Friday 11 November 2011

Does time flow?


Many philosophers have argued that time itself is an illusion.
Consider this: time consists of past, present and future. Even
though we have records of the past and memories of certain events
that have taken place, it can no longer be considered to exist. The
future on the other hand has yet to unfold and therefore does
not exist either. This leaves the present which is defined as the
dividing line between past and future. Surely the ‘here and now’
exists. But although we ‘feel’ that this line is steadily sweeping
through time gobbling up the future and converting it into past, it
is nevertheless just a line and as such does not have any thickness.
The present, therefore, is of zero duration and cannot have a real existence either. And if all three components of time do not exist
then time itself is an illusion!
You may, as I do, take such clever philosophical arguments
with a pinch of salt. What is much harder to justify, however, is
the notion that time ‘flows’; that time goes by. It is hard to deny the
feeling that this is what happens, but having a ‘gut’ feeling about
something, however strong that feeling is, is not enough in science.
In our everyday language we say that ‘time passes’, ‘the time will
arrive’, ‘the moment has gone’ and so on. But if you think about
it, all motion and change must, by definition, be judged against
time. This is how we define change. When we wish to describe
the rate of a certain process we either count the number of events
in a unit of time, such as the number of heart beats per minute, or
the amount of change in a unit of time, such as how much weight
a baby has put on in one month. But it becomes nonsensical to try
and measure the rate at which time itself changes since we cannot
compare it with itself. People often jokingly state that time flows
at a rate of one second per second. This is clearly a meaningless
statement since we are using time to measure itself. To clarify
this, how would we know if time were to suddenly speed up?

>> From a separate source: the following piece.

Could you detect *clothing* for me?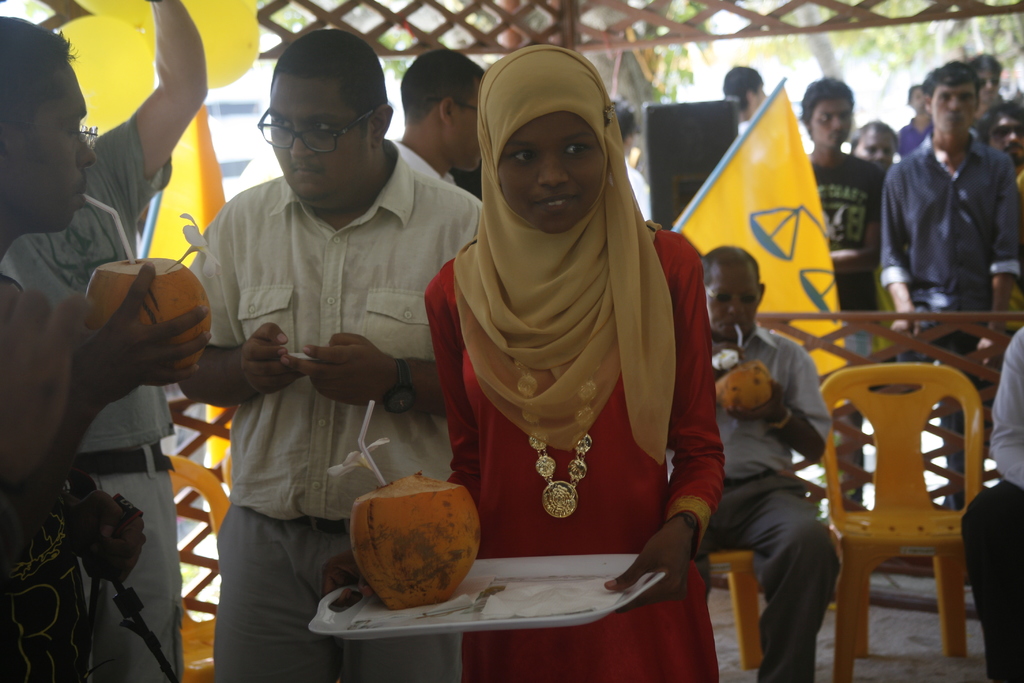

Since we exist within time and measure the duration of intervals
of time using clocks which, like our internal biological clocks, must
presumably speed up also, we would never be aware of it. The
only way to talk about the flow of (our) time is to judge it against
some external, more fundamental, time.
But if an external time against which we could measure the
rate of flow of our own time did exist then we would only be
pushing the problem further back rather than resolving it. Surely
if time by its nature flows, then why should this external time not
flow also? In which case we are back to the problem of needing
a further, even more fundamental, time scale against which to
measure the rate of flow of external time, and so on in a neverending
hierarchy.
Just because we are unable to talk about a rate of flow of time
does not mean that time does not flow at all. Or maybe time is
standing still while we (our consciousness) are moving along it
(we are moving towards the future rather than the future coming towards us). When you look out of the window of a moving train
and observe fields rushing by you ‘know’ that they are standing
still and that it is the train that is moving. Likewise, we have the
strong subjective impression that the present moment (what we
call now) and an event in our future (say next Christmas) move
closer together. The time interval separating the two moments
shrinks. Whether we say that next Christmas is moving closer to
us or that we are moving closer to next Christmas amounts to the
same thing: we feel that something is changing. So how come
most physicists argue that even this idea is not valid?
Strange as this may sound, the laws of physics say nothing
about the flow of time. They tell us how things like atoms, pulleys,
levers, clocks, rockets and stars behave when subjected to different
forces at certain instants in time, and if given the status of a system
at a particular moment the laws of physics provide us with the
rules for computing its likely state at some future time. Nowhere,
however, do they contain a hint of flowing time. The notion
that time passes, or moves in some way, is completely missing in
physics. We find that, like space, time simply exists; it just is.
Clearly, say most physicists, the feeling we have that time flows is
just that: a feeling, however real it may seem to us.
What science is unable to provide at the moment is an
explanation for where this strong sense we have of passing time
and a changing present moment comes from. Some physicists and
philosophers are convinced that there is something missing in the
laws of physics. I will not go as far as to say that I subscribe to this
view, but I do believe we will only make progress when we have
a better understanding of how our own consciousness works, and
hence why we feel the passage of time.
I should mention that no less an authority than Einstein
himself held the view that the flow of time is illusory and even
expressed it when trying to console the bereaved widow of a close
friend of his, stating that she should take comfort in the knowledge
that the present moment is no more special than any other in the
past or the future; all times exist together.